Antibiotic resistance and evolution

Very interesting
westysays...

seems bezar to use this one example as an argument against evolution/macro evalutoin, in a wiled situation if the entrie environment was treated with antibiotics then all the competitive cells would then die and the reproduction speed trade off would not matter because there would not be the compatitoin for it to matter.

westysays...

also this clip just shows the one reaction to antibiotics which effectively wipe out 99% of bacteria where as natural enviroment things only wipe out small sections and the survivors are not necessarily survivors that had to have a fult of some kind to suvive whatever it was that killed a part of the populatoin,

12848says...

That Jonathan Wells guy has a PhD in biology and he doesn't think this is evidence for Darwin's theory? I can see the massive hole in his argument and all I'm going on is 10th grade biology. Life forms have had BILLIONS OF YEARS to evolve. BILLIONS! Its no surprise if we don't find new species emerging over a mere 150 years. In comparison to the time that life has been evolving, 150 years is like half a nanosecond. However the fact that we can clearly see great changes within one species over a small amount of time IS evidence for Darwin's theory, because it doesn't take much effort to imagine how such changes could accumulate over BILLIONS of years and cause massive changes, resulting in entirely new species. There is no boundary one species has to go across to become a new species. When it becomes different enough we call it a new species.

mauz15says...

I upvoted this on a rush and now after watching it completely, I regret it. I thought this clip was of ken miller talking about antibiotic resistance and the title misled me so I quickly upvoted and bookmarked for later. The actual title on the youtube account is 'is antibiotic resistance evidence for evolution?' which changes the whole tone of the video.
The two other scientists that speak are intelligent design supporters, hence their shitty conclusions.
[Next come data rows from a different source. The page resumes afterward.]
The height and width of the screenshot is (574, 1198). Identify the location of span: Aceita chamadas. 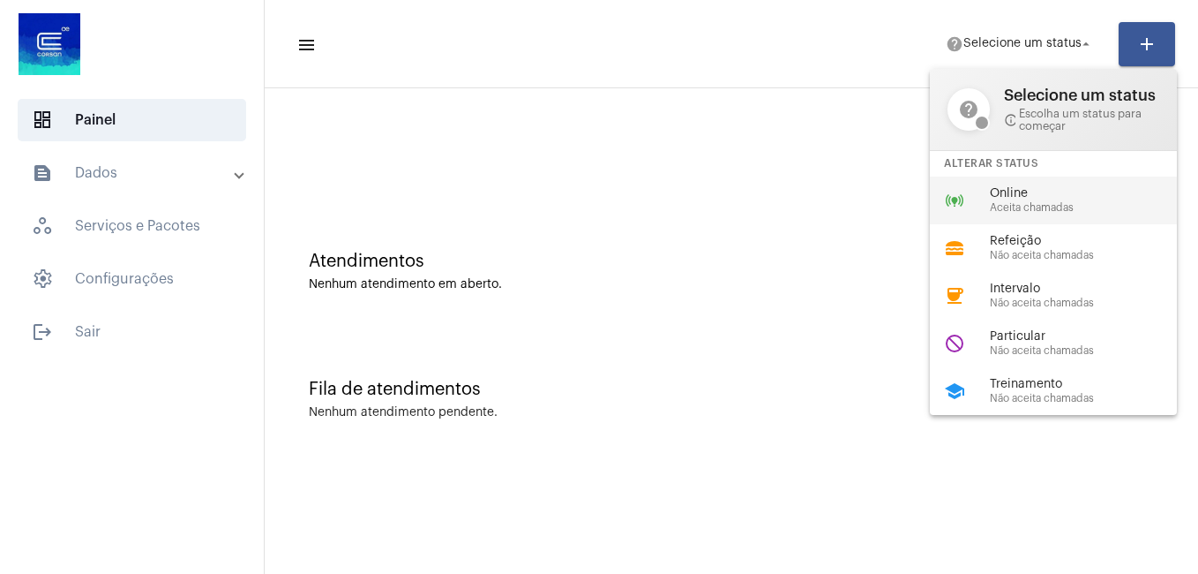
(1091, 207).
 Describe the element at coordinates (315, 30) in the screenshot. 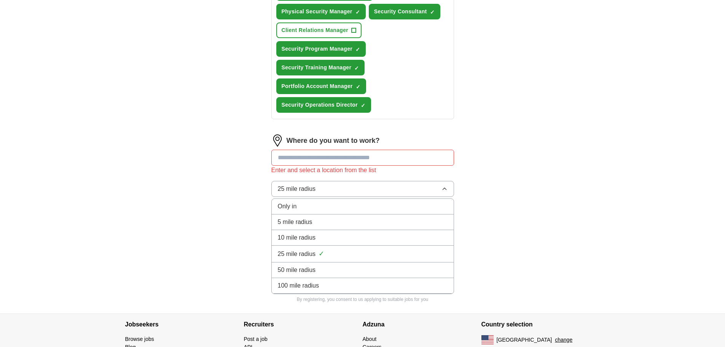

I see `span: Client Relations Manager` at that location.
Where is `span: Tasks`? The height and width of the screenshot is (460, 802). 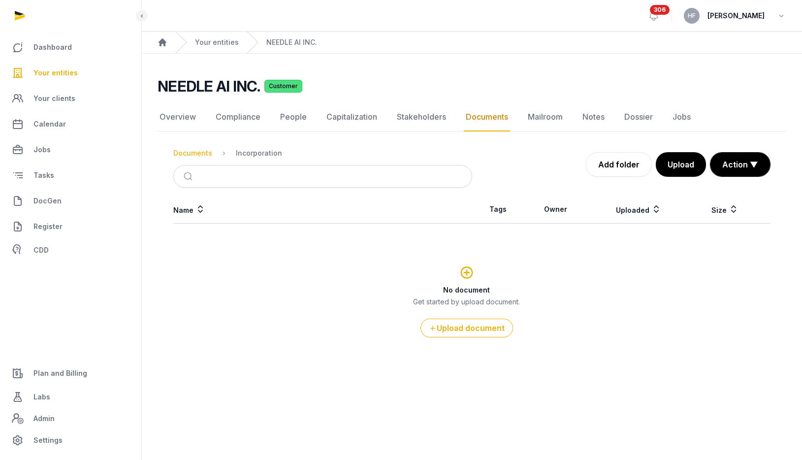 span: Tasks is located at coordinates (44, 175).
*downvote (if I could reverse it)

Gratefulmomsays...

mauz15 I agree shitty conclusions is right. This is here to show how scary flawed logic is with these intelligent design people.Not a bio major but thought it was obvious they had a agenda in mind with their tests!!!long live darwinism.

notarobotsays...

I did not expect a video about the adaptation of resistance by bacteria would use these recent discoveries as arguments against natural selection.

Most species of bacteria have been around for millions of years (at least). How arrogant would we be if we believed that we would see evidence of new species within a few generations of human record keeping?

Darwin's explanation is still the best anyone has ever come up with, even if it has a few kinks yet to be worked out and perfected.

BicycleRepairMansays...

This is bullshit.

The whole point about resistant bacteria is that whatever else might be "wrong" with them, they are more fit and better adapted if there are drugs/diseases that kills their non-resistant cousins present The fact that they never get back to "normal"(whatever that means) is an EXCELLENT example of Darwinian evolution, if the resistant bacteria has to mutate and evolve to survive better, it means it changes, and thus the process of speciation actually speeds up.

The key to evolution is really islands. Islands can be physical geographic islands like Madagascar, Australia or galapagos, or it could be lakes, or it could be a different climate or conditions on the same continent ie: desert and jungle. in the case of bacteria, the islands can be simply two human bodies. if one person takes a drug that kills most of the bacteria, and he continues to take the drug, the few drug-resistant bacteria will regrow a population, if the other person doesnt take the drug, his or her body will keep the non-resistant bacteria.

The key to evolution is TIME, over time, these populations evolve separately, eventually becoming different species, like us and the chimps. We'll share most of our DNA (98.6%, actually), but we will differ enough (1.4%) to be unable to interbreed, thus classify for a distinct species.